Dr. Bobby Lovett will speak on contrabands in Nashville, their work on building Fort Negley, and the establishment of African-American communities in Davidson County. Dr. Lovett is senior professor of History, formerly Dean of the College of Arts and Sciences at Tennessee State University. He is the author of The African-American History of Nashville, 1780 – 1930: Elites and Dilemmas (1999), The Civil Rights Movement in Tennessee: A Narrative History (2005), and The Boyd Family’s Contribution to African-American Publishing from the 19th to the 21st Century.
Dr. Susan O’Donovan will talk about Emancipation, and its effects in Tennessee. She is an Associate Professor at University of Memphis, where she also serves as the Associate Chair of the Department of History. She states, “My work focuses on the history of enslaved women and men, the Civil War, emancipation, and that period we call Reconstruction as regional, national, and transnational phenomena.” She was awarded the Organization of American Historian’s James A. Rawley Prize in 2008 for the best book in the history of race, Becoming Free in the Cotton South. It explores the gendered dimensions of work in slavery and the ways in which those always contingent dynamics shaped black people’s expectations, aspirations, and experiences in freedom.
The 1861 Project will then give a performance from their new CD recording of original music inspired by the American Civil War. They were a big hit at last year’s meeting, and should be well received yet again.
The event will take place at Holy Trinity located at 6727 Charlotte Pike Nashville, TN 37209 on Saturday, April 13, from 8:30 am to noon.
The program will begin welcoming remarks and an introduction of the Mayor and the first speaker.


* _TASK REQUIREMENTS_: Find "Uncover person region." in the listing below, then set down only that line and each later line, unchanged, leaving out pictures.

* _MATERIAL SUPPLIED_:
• • • •
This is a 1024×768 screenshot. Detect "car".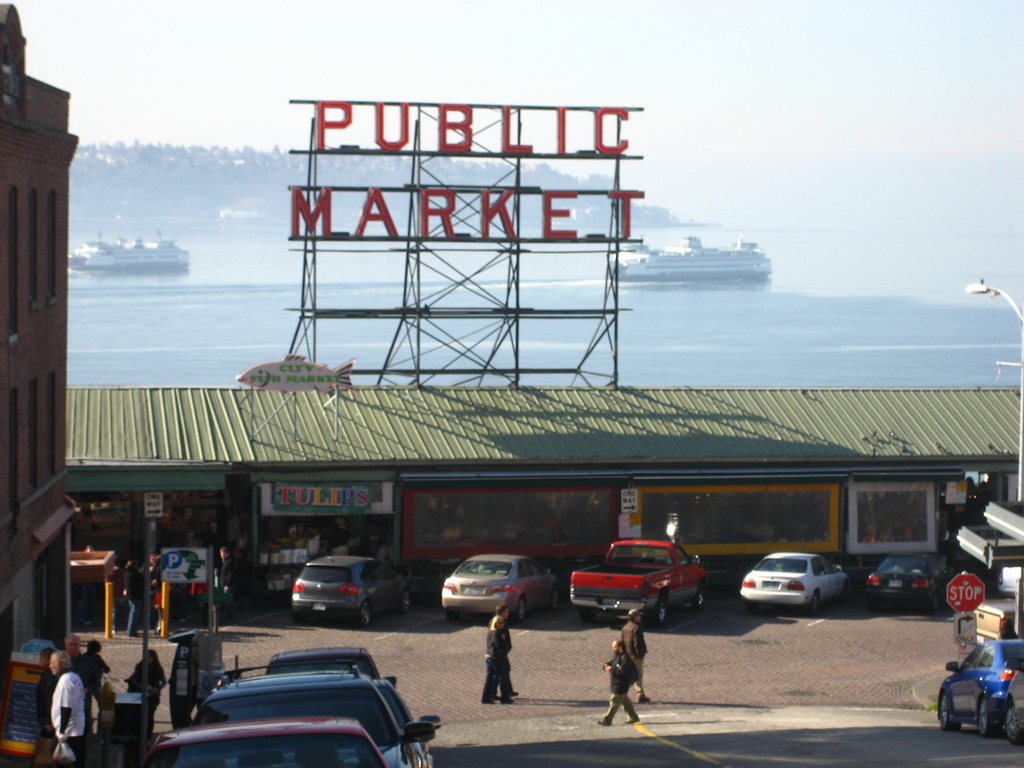
crop(137, 717, 388, 767).
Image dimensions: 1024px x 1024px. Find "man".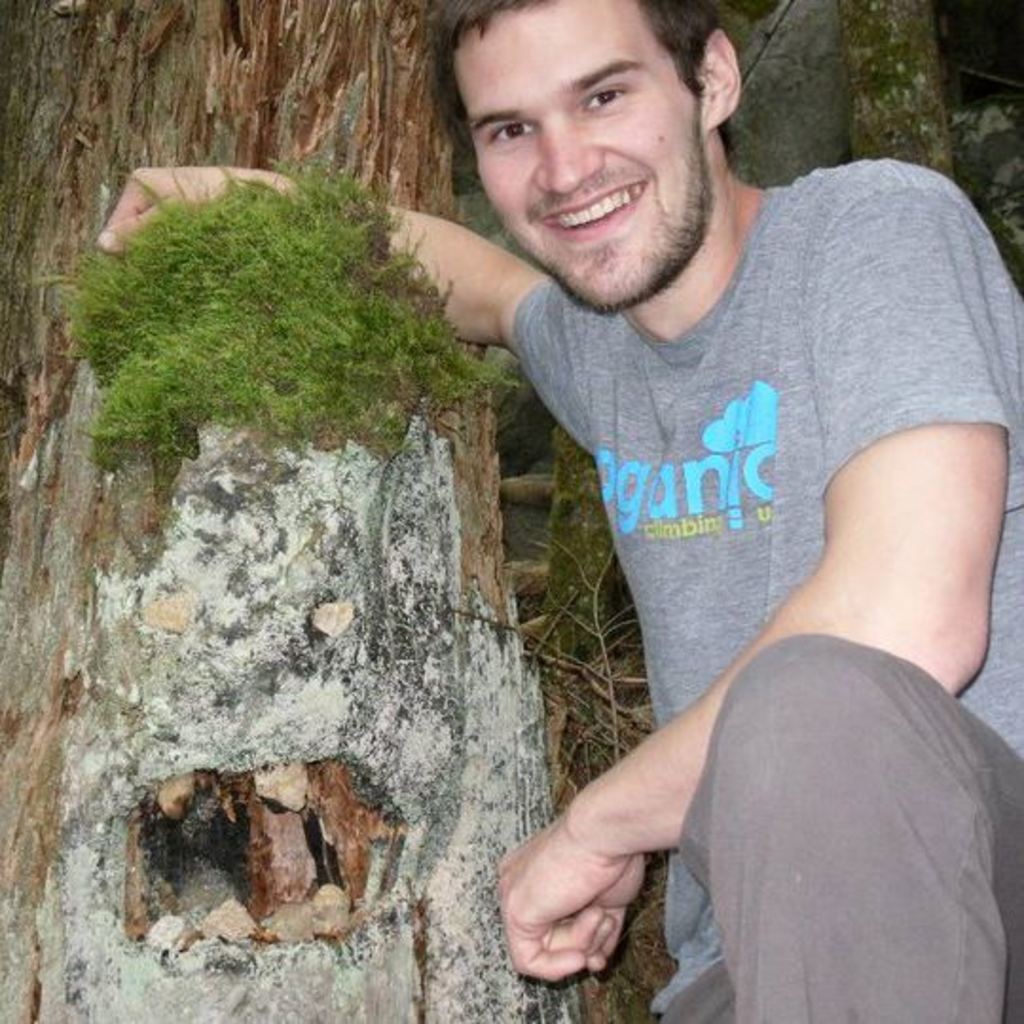
{"left": 87, "top": 2, "right": 1022, "bottom": 1022}.
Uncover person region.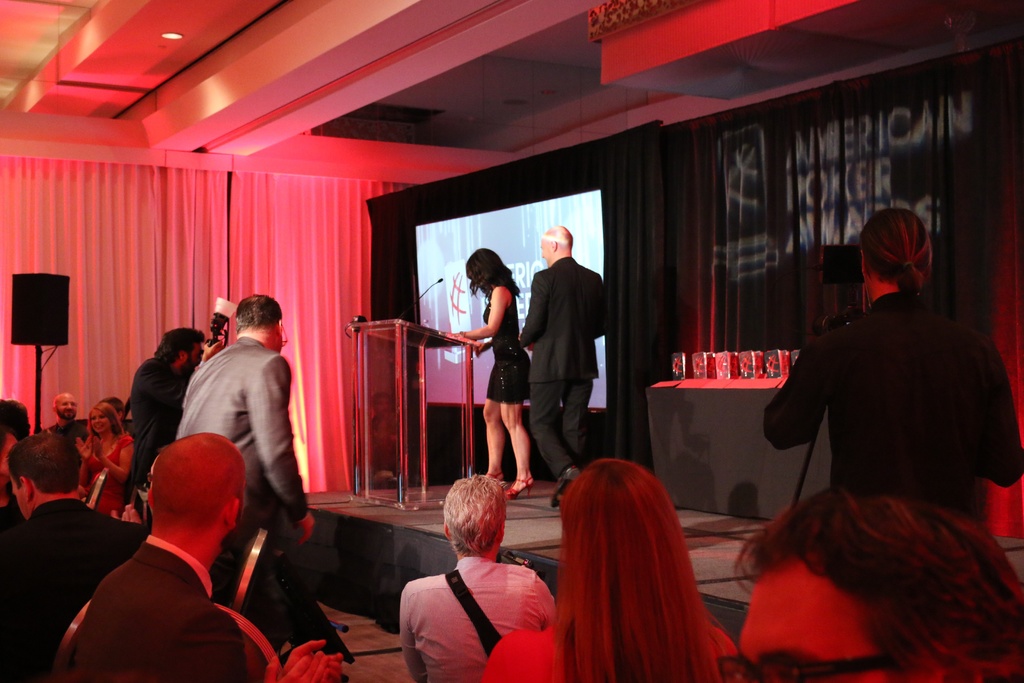
Uncovered: 756/209/1023/519.
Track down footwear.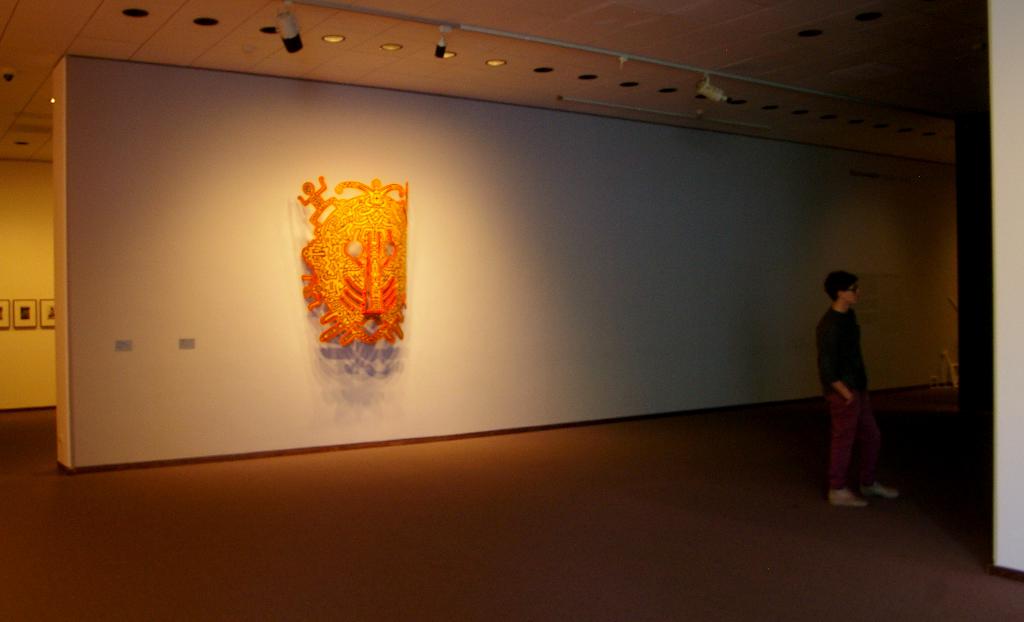
Tracked to pyautogui.locateOnScreen(832, 495, 867, 507).
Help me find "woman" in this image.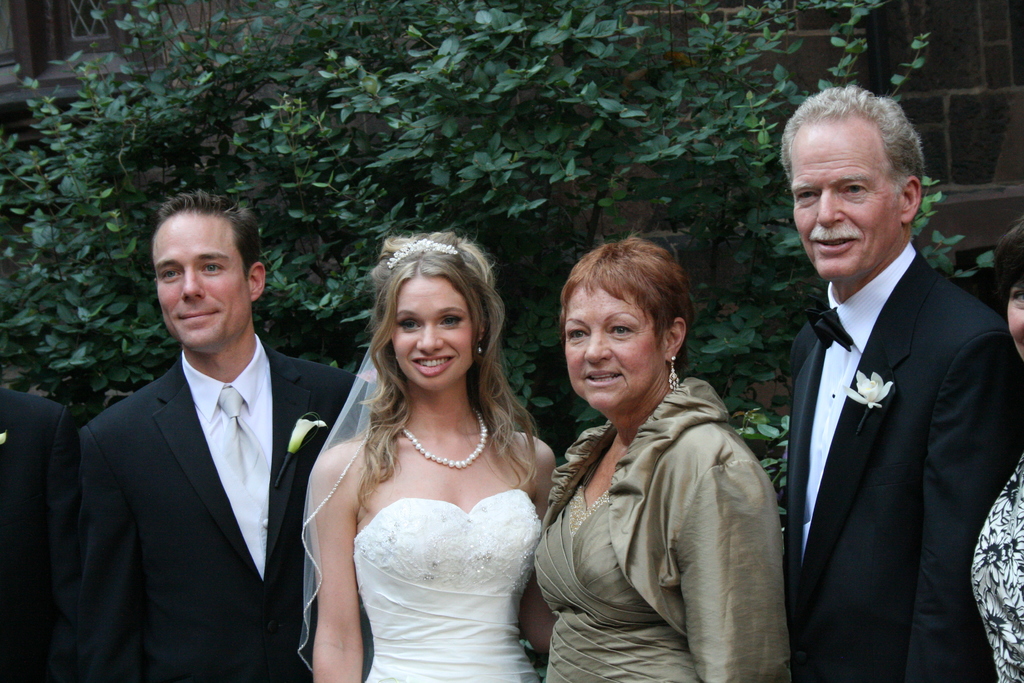
Found it: 531/236/794/682.
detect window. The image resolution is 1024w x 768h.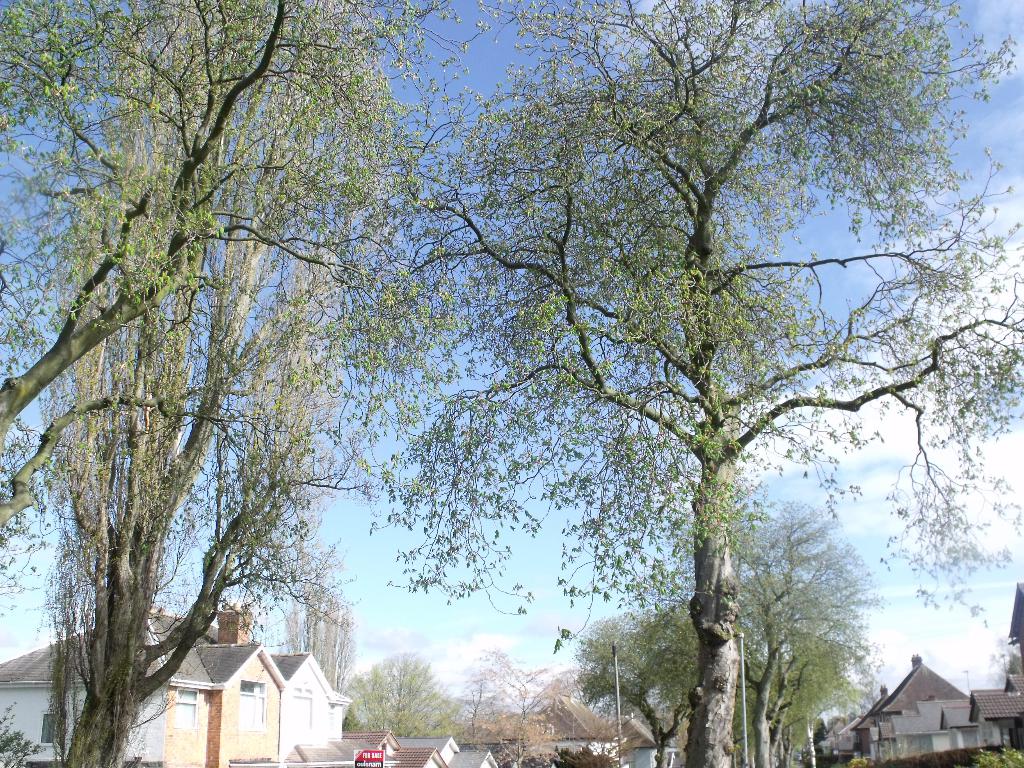
rect(38, 712, 63, 746).
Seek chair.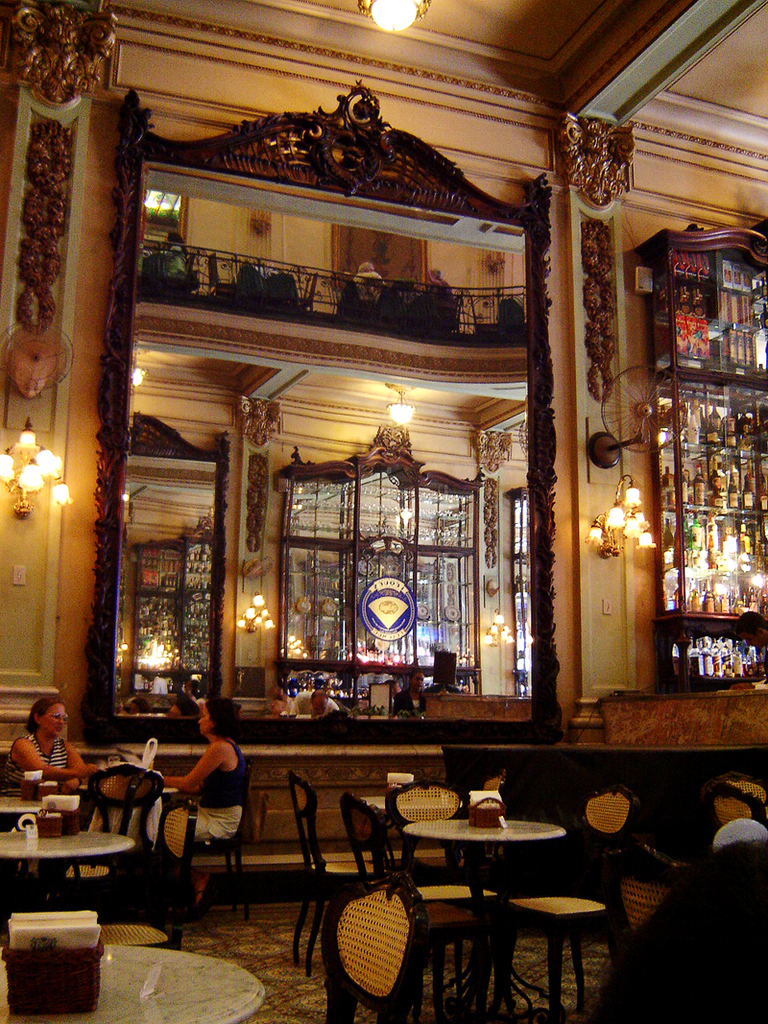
• • • •
* _REPLY_:
Uncover person region.
Uncovered: 756/209/1023/519.
Track down footwear.
Tracked to pyautogui.locateOnScreen(832, 495, 867, 507).
Help me find "woman" in this image.
Found it: 531/236/794/682.
detect window. The image resolution is 1024w x 768h.
rect(38, 712, 63, 746).
Seek chair.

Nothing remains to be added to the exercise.